Geller suggested Saudi influence should be feared more than supposed Russian influence, as “the Saudis are actively working to destabilize the world, the Russians are not.”
Indeed, Geller urged the West to “break all ties” with the Saudi regime.
G.M. Davis, a Ph.D. from Stanford University and the author of “House of War: Islam’s Jihad Against the World,” argues the new report from German intelligence is simply a confirmation of what most educated observers already know: Saudi Arabia is “the leading government sponsor of Islamic terrorism in the West and around the world.”
“Since at least the late 1970s with the jihadist campaign against the Soviets in Afghanistan, the Saudi government and top-ranking individuals have pursued a policy of exporting jihad to the non-Muslim world as a means of spreading Wahhabist influence abroad as well as keeping a lid on violence at home,” he explained. “Saudi Arabia is a totalitarian Sharia state, utterly devoid of basic freedoms, in which homosexuals are beheaded, adulterers stoned, women routinely beaten in public, and children indoctrinated with a virulent hatred for Christians and Jews. That Saudi Arabia is still considered an ally of the West only testifies to the state of confusion in Western policy and the West’s own complicity in jihadist activity.”

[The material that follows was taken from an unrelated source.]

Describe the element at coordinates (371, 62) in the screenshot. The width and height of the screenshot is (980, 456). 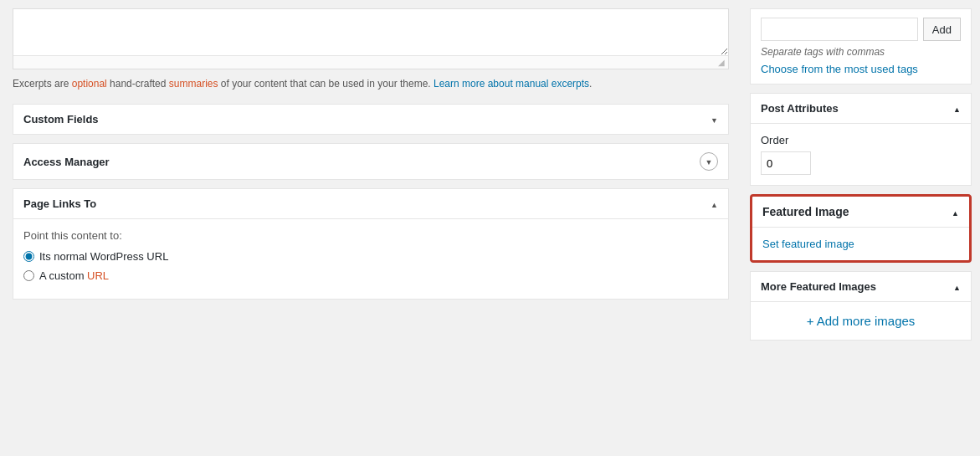
I see `excerpt-resize-handle: ◢` at that location.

Davis said the United States has often served as a partner of the Saudi regime in spreading militant Islamism.
“Starting with the jihad in Afghanistan against the Soviets begun during the tenure of President Carter, every U.S. administration has supported jihad in some form against a non-Muslim or relatively secular power,” Davis said. “Reagan in Afghanistan, Bush and Clinton in Yugoslavia and Bosnia, Bush II in Iraq and Kosovo, Obama in Libya, Syria, and elsewhere. The unhappy fact is that the West, led by the U.S., has been happy to support jihad abroad in order to pursue its geopolitical ambitions, many of which are directed against a revitalized Russia. But it has proven extremely difficult to get the jihadist genie back in the bottle. It was the same Saudi jihadists that the U.S. helped get into Bosnia in the 1990s who later, with fresh Bosnian passports, set up shop in Germany and plotted 9/11.”

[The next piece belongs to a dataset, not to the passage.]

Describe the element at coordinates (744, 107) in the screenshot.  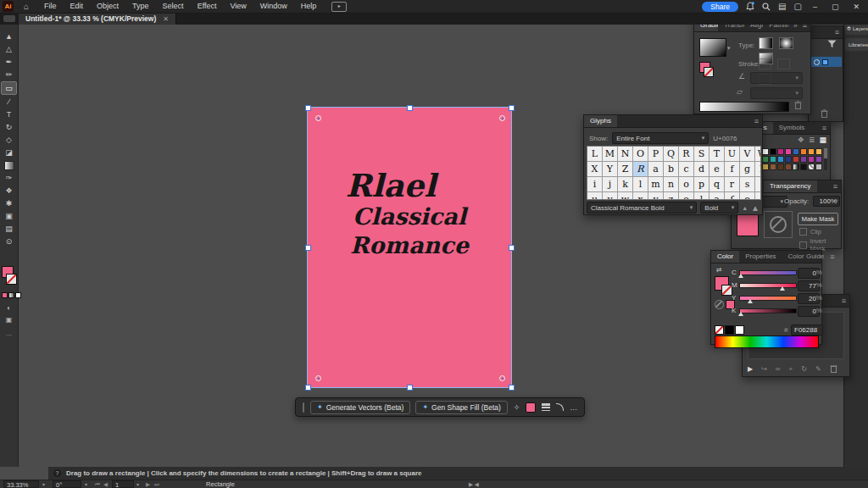
I see `gradient-slider` at that location.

Davis contrasted the media-promoted “conspiracy theories” about Russia with the “almost total neglect of Saudi Arabia in the mainstream media as the leading culprit behind Islamic terrorist activity in Syria and the orthodox Islamic program more generally in Europe and around the world.”
“Saudi Arabia continues to shelter behind the fact that it is the world’s marginal oil producer, the only oil exporter capable of significantly increasing production if it desired,” Davis explained. “Furthermore, thanks to its prodigious oil revenues, it has both major U.S. political parties and the neoconservative/neoliberal foreign policy establishment in its back pocket: the cozy relationship between the Saudis and the Bushes, for example, is legendary, while we have learned a great deal from the leaked Clinton/DNC/Podesta emails about the closeness of the Saudis and the obnoxious Clinton Foundation.”

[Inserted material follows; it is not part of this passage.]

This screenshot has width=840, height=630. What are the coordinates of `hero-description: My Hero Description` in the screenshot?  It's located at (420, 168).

Rather than seeking confrontation with Russia, Davis urged the new Trump administration to seek cooperation with Putin’s government to cut off the Saudi leadership from Western capital. He also urged sanctions on the Saudi regime and developing sources of energy and trade relationships which would cut the Saudis out of the market. Most importantly, Davis urged Westerners not to be fooled about the reality of their so-called ally in the Persian Gulf.
“The two pillars that keep the Saudi polity alive are brutality and oil,” Davis intoned. “Few more self-serving, repressive, dangerous, and downright villainous governments exist on the face of the earth.”